Not at all. That's not an option.
That doesn't change. Our yellow trucks aren't going anywhere. If a tree limb falls on a line, a yellow truck will be there. Winnetka will maintain its electric distribution system within the village as it always has.
Nothing. Though that plant now only operates a few days a year, it too isn't going anywhere.
Winnetka has relied on an outside provider for over 30 years--the Illinois Municipal Electric Agency (IMEA). But in more recent years, there are now more providers that do the same thing without relying as heavily on coal.
PJM and Winnetka's in-house electric department are responsible for reliability, not IMEA.
Winnetka has many options for selling our power to the market, and we should use a competitive process to find the best deal.
We are talking about the contract with IMEA, not the physics of the energy electrons that reach our homes. Our contract and our money fund two massive coal plants.
This is speculative, and a perfect example of a collective action problem.
It's folly to believe IMEA will not make any capital investments in 2035 or later that will require new debt.
Alternative power suppliers offer full requirements contracts just like IMEA—or we can add staff for certain services.
Not true. Coal is increasingly uneconomic compared to cleantech costs. Write's Law: cleantech costs fall by 20% with every doubling of deployment.
The plan lacks data and forecasting typically used by the utility industry. The contract has zero performance guarantees or cancellation policies if Net Zero fails to happen.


ASSIGNMENT:
Below are records; give the number of their lines that contain "diagram", and only that number.

[Dataset entries]

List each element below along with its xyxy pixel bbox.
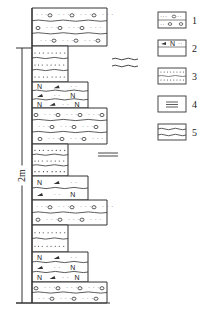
svg-text:· · ·: · · · bbox=[84, 37, 96, 43]
svg-text:· · ·: · · · bbox=[38, 295, 50, 301]
svg-text:· ·: · · bbox=[70, 179, 77, 185]
svg-text:N: N bbox=[70, 191, 75, 198]
svg-text:· · ·: · · · bbox=[58, 203, 70, 209]
scale-bar-label: 2m bbox=[16, 169, 27, 182]
svg-text:· · ·: · · · bbox=[80, 203, 92, 209]
svg-text:· · ·: · · · bbox=[92, 135, 104, 141]
svg-text:· · ·: · · · bbox=[60, 123, 72, 129]
svg-text:· · ·: · · · bbox=[46, 24, 58, 30]
legend-item-arkose: N··2 bbox=[158, 40, 197, 56]
pattern-conglomerate: · · ·· · ·· · · bbox=[34, 284, 104, 290]
svg-text:N: N bbox=[37, 179, 42, 186]
svg-text:· · ·: · · · bbox=[88, 284, 100, 290]
svg-text:· · ·: · · · bbox=[66, 284, 78, 290]
unit-sandstone bbox=[32, 225, 68, 252]
legend-item-wavy-bedding: 5 bbox=[158, 124, 197, 140]
svg-text:· · ·: · · · bbox=[70, 135, 82, 141]
svg-text:· · ·: · · · bbox=[36, 11, 48, 17]
unit-sandstone bbox=[32, 46, 68, 82]
svg-text:· ·: · · bbox=[62, 101, 69, 107]
svg-text:· · ·: · · · bbox=[38, 123, 50, 129]
scale-bar: 2m bbox=[16, 48, 32, 303]
svg-text:N: N bbox=[70, 92, 75, 99]
pattern-conglomerate: · · ·· · ·· · · bbox=[36, 216, 102, 222]
svg-text:· · ·: · · · bbox=[90, 216, 102, 222]
unit-sandstone bbox=[32, 144, 68, 176]
legend-number: 5 bbox=[192, 127, 197, 138]
svg-text:· ·: · · bbox=[54, 191, 61, 197]
legend-number: 4 bbox=[192, 99, 197, 110]
svg-text:· · ·: · · · bbox=[88, 111, 100, 117]
pattern-conglomerate: · · ·· · ·· · · bbox=[38, 135, 104, 141]
wavy-bedding-icon bbox=[112, 58, 138, 67]
horizontal-bedding-icon bbox=[98, 153, 118, 156]
legend-item-sandstone: 3 bbox=[158, 68, 197, 84]
svg-text:··: ·· bbox=[160, 21, 165, 27]
legend-number: 2 bbox=[192, 43, 197, 54]
svg-text:· · ·: · · · bbox=[82, 123, 94, 129]
svg-text:· · ·: · · · bbox=[46, 216, 58, 222]
svg-text:N: N bbox=[75, 274, 80, 281]
legend-item-horizontal-bedding: 4 bbox=[158, 96, 197, 112]
pattern-conglomerate: · · ·· · ·· · · bbox=[40, 37, 100, 43]
legend-item-conglomerate: ·······1 bbox=[158, 12, 197, 28]
svg-text:· ·: · · bbox=[54, 264, 61, 270]
svg-text:· · ·: · · · bbox=[62, 37, 74, 43]
legend-number: 3 bbox=[192, 71, 197, 82]
legend-number: 1 bbox=[192, 15, 197, 26]
pattern-conglomerate: · · ·· · ·· · · bbox=[38, 295, 98, 301]
legend-swatch-wavy-bedding bbox=[158, 124, 186, 140]
svg-text:· · ·: · · · bbox=[48, 135, 60, 141]
legend: ·······1N··2345 bbox=[158, 12, 197, 140]
svg-text:· ·: · · bbox=[70, 254, 77, 260]
svg-text:··: ·· bbox=[178, 40, 183, 46]
svg-text:· · ·: · · · bbox=[36, 203, 48, 209]
svg-text:N: N bbox=[170, 40, 175, 47]
svg-text:· · ·: · · · bbox=[60, 295, 72, 301]
stratigraphic-column-diagram: 2m · · ·· · ·· · ·· · ·· · ·· · ·· · ·· … bbox=[0, 0, 206, 309]
pattern-conglomerate: · · ·· · ·· · · bbox=[36, 24, 102, 30]
pattern-conglomerate: · · ·· · ·· · · bbox=[38, 123, 98, 129]
svg-text:· · ·: · · · bbox=[44, 284, 56, 290]
svg-text:N: N bbox=[37, 101, 42, 108]
svg-text:N: N bbox=[37, 83, 42, 90]
pattern-conglomerate: · · ·· · ·· · · bbox=[34, 111, 104, 117]
svg-text:N: N bbox=[70, 264, 75, 271]
stratigraphic-column: · · ·· · ·· · ·· · ·· · ·· · ·· · ·· · ·… bbox=[16, 8, 114, 303]
svg-text:N: N bbox=[37, 254, 42, 261]
legend-swatch-horizontal-bedding bbox=[158, 96, 186, 112]
svg-text:· · ·: · · · bbox=[82, 295, 94, 301]
svg-text:· · ·: · · · bbox=[90, 24, 102, 30]
svg-text:N: N bbox=[37, 274, 42, 281]
svg-text:· · ·: · · · bbox=[80, 11, 92, 17]
svg-text:· ·: · · bbox=[62, 274, 69, 280]
svg-text:· · ·: · · · bbox=[68, 24, 80, 30]
svg-text:· · ·: · · · bbox=[66, 111, 78, 117]
svg-text:· · ·: · · · bbox=[102, 203, 114, 209]
svg-text:N: N bbox=[75, 101, 80, 108]
svg-text:· ·: · · bbox=[54, 92, 61, 98]
svg-text:· · ·: · · · bbox=[102, 11, 114, 17]
svg-text:· ·: · · bbox=[70, 83, 77, 89]
svg-text:···: ··· bbox=[160, 13, 168, 19]
svg-text:· · ·: · · · bbox=[58, 11, 70, 17]
svg-text:··: ·· bbox=[177, 13, 182, 19]
svg-text:· · ·: · · · bbox=[68, 216, 80, 222]
svg-text:· · ·: · · · bbox=[40, 37, 52, 43]
svg-text:· · ·: · · · bbox=[44, 111, 56, 117]
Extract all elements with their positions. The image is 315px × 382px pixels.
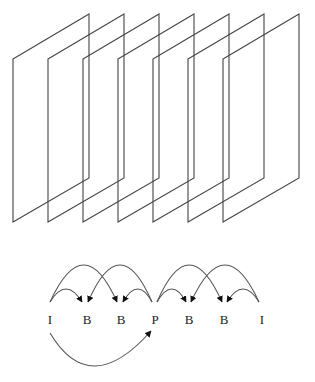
video-frame <box>118 14 194 222</box>
frame-label: B <box>117 312 126 327</box>
video-frame <box>188 14 264 222</box>
arrow-i2-to-b4 <box>227 289 259 302</box>
arrow-p-to-b2 <box>123 289 152 302</box>
arrow-p-to-b1 <box>88 265 152 302</box>
video-frame <box>223 14 299 222</box>
video-frame <box>83 14 159 222</box>
video-frames-stack <box>13 14 299 222</box>
frame-label: I <box>260 312 264 327</box>
arrow-i-to-b1 <box>50 289 82 302</box>
video-frame <box>48 14 124 222</box>
frame-label: P <box>151 312 158 327</box>
frame-label: B <box>220 312 229 327</box>
frame-label: B <box>83 312 92 327</box>
video-frame <box>13 14 89 222</box>
gop-diagram: I B B P B B I <box>0 0 315 382</box>
arrow-p-to-b3 <box>157 289 186 302</box>
frame-label: I <box>48 312 52 327</box>
video-frame <box>153 14 229 222</box>
arrow-i-to-p <box>50 331 151 366</box>
frame-label: B <box>185 312 194 327</box>
frame-type-labels: I B B P B B I <box>48 312 264 327</box>
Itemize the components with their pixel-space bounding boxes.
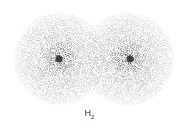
molecule-label: H2 bbox=[0, 108, 179, 120]
nucleus-left bbox=[56, 56, 63, 63]
nucleus-right bbox=[127, 56, 134, 63]
label-subscript: 2 bbox=[91, 114, 94, 120]
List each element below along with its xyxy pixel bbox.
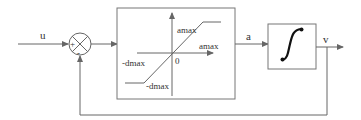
lower-input-label: -dmax	[122, 58, 145, 68]
integrator-block	[268, 24, 316, 69]
integrator-box	[268, 24, 316, 69]
lower-output-label: -dmax	[146, 81, 169, 91]
plus-sign: +	[70, 39, 75, 49]
signal-label-a: a	[246, 30, 251, 42]
input-label-u: u	[40, 29, 46, 41]
output-label-v: v	[323, 33, 329, 45]
block-diagram: u + - amax amax -dmax -dmax 0 a	[0, 0, 361, 120]
saturation-block: amax amax -dmax -dmax 0	[117, 8, 235, 99]
upper-output-label: amax	[177, 25, 197, 35]
origin-label: 0	[175, 56, 180, 66]
upper-input-label: amax	[199, 41, 219, 51]
summing-junction: + -	[69, 33, 91, 58]
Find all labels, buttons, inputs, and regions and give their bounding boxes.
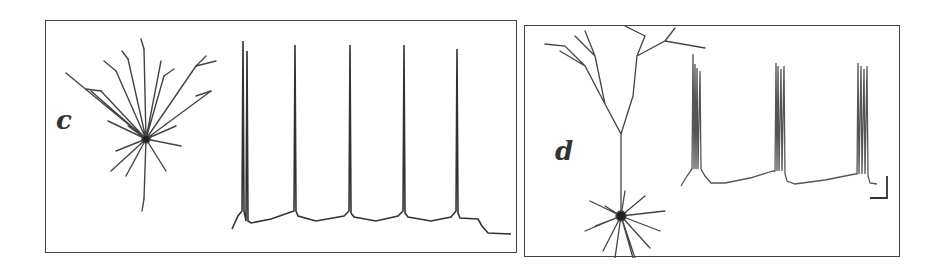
pyramidal-neuron-icon <box>545 26 705 258</box>
scale-bar-icon <box>870 176 887 198</box>
panel-c: c <box>45 20 517 253</box>
bursting-trace <box>681 54 877 186</box>
stellate-neuron-icon <box>66 39 216 211</box>
panel-d-drawing <box>525 26 901 258</box>
regular-spiking-trace <box>232 41 511 234</box>
panel-d: d <box>524 25 900 257</box>
panel-c-drawing <box>46 21 518 254</box>
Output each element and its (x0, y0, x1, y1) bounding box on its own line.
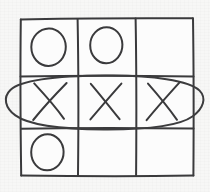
tic-tac-toe-drawing (0, 0, 210, 192)
grid-line-vertical-1 (78, 19, 79, 175)
grid-line-vertical-2 (136, 19, 137, 176)
board-edge-left (20, 20, 21, 176)
board-edge-right (193, 18, 194, 175)
board-edge-bottom (21, 175, 193, 176)
tic-tac-toe-scene (0, 0, 210, 192)
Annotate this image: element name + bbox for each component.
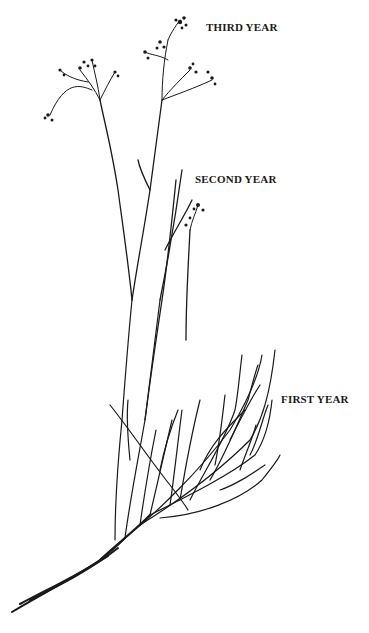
second-year-stems [100,100,192,420]
third-year-inflorescences [50,20,212,230]
figure-caption [0,627,369,633]
third-year-label: THIRD YEAR [206,21,278,33]
flower-clusters [44,16,217,226]
crossing-branches [110,300,188,540]
plant-illustration: THIRD YEAR SECOND YEAR FIRST YEAR [0,0,369,633]
plant-drawing [0,0,369,633]
first-year-branches [125,350,280,538]
first-year-label: FIRST YEAR [281,393,349,405]
main-stem [12,515,150,612]
second-year-label: SECOND YEAR [195,173,277,185]
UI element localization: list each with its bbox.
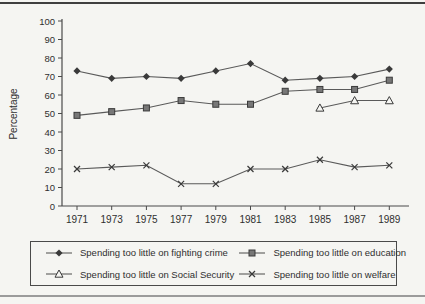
scanned-figure-page: 0102030405060708090100197119731975197719… (0, 0, 425, 304)
svg-text:Percentage: Percentage (8, 88, 19, 140)
svg-text:1987: 1987 (343, 214, 366, 225)
legend-label-welfare: Spending too little on welfare (273, 269, 395, 280)
svg-text:1983: 1983 (274, 214, 297, 225)
legend-label-social-security: Spending too little on Social Security (80, 269, 234, 280)
svg-text:0: 0 (50, 201, 55, 212)
triangle-marker-icon (45, 269, 73, 279)
svg-text:20: 20 (44, 164, 55, 175)
svg-text:1989: 1989 (378, 214, 401, 225)
svg-text:90: 90 (44, 34, 55, 45)
svg-text:60: 60 (44, 90, 55, 101)
line-chart-area: 0102030405060708090100197119731975197719… (0, 0, 425, 236)
svg-text:1971: 1971 (66, 214, 89, 225)
svg-text:50: 50 (44, 108, 55, 119)
svg-text:1977: 1977 (170, 214, 193, 225)
legend: Spending too little on fighting crime Sp… (30, 241, 397, 286)
svg-text:30: 30 (44, 145, 55, 156)
percentage-line-chart: 0102030405060708090100197119731975197719… (0, 0, 425, 236)
svg-text:10: 10 (44, 182, 55, 193)
svg-text:100: 100 (39, 16, 55, 27)
svg-text:1981: 1981 (239, 214, 262, 225)
legend-item-fighting-crime: Spending too little on fighting crime (31, 247, 224, 258)
svg-text:1985: 1985 (309, 214, 332, 225)
legend-item-welfare: Spending too little on welfare (224, 269, 396, 280)
svg-text:80: 80 (44, 53, 55, 64)
svg-text:40: 40 (44, 127, 55, 138)
legend-label-fighting-crime: Spending too little on fighting crime (80, 247, 228, 258)
svg-text:70: 70 (44, 71, 55, 82)
svg-text:1975: 1975 (135, 214, 158, 225)
legend-item-social-security: Spending too little on Social Security (31, 269, 224, 280)
svg-text:1973: 1973 (101, 214, 124, 225)
svg-text:1979: 1979 (205, 214, 228, 225)
square-marker-icon (238, 248, 266, 258)
x-marker-icon (238, 269, 266, 279)
bottom-rule (0, 295, 425, 297)
diamond-marker-icon (45, 248, 73, 258)
legend-label-education: Spending too little on education (273, 247, 406, 258)
legend-item-education: Spending too little on education (224, 247, 396, 258)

RESULT OF THIS TASK:
3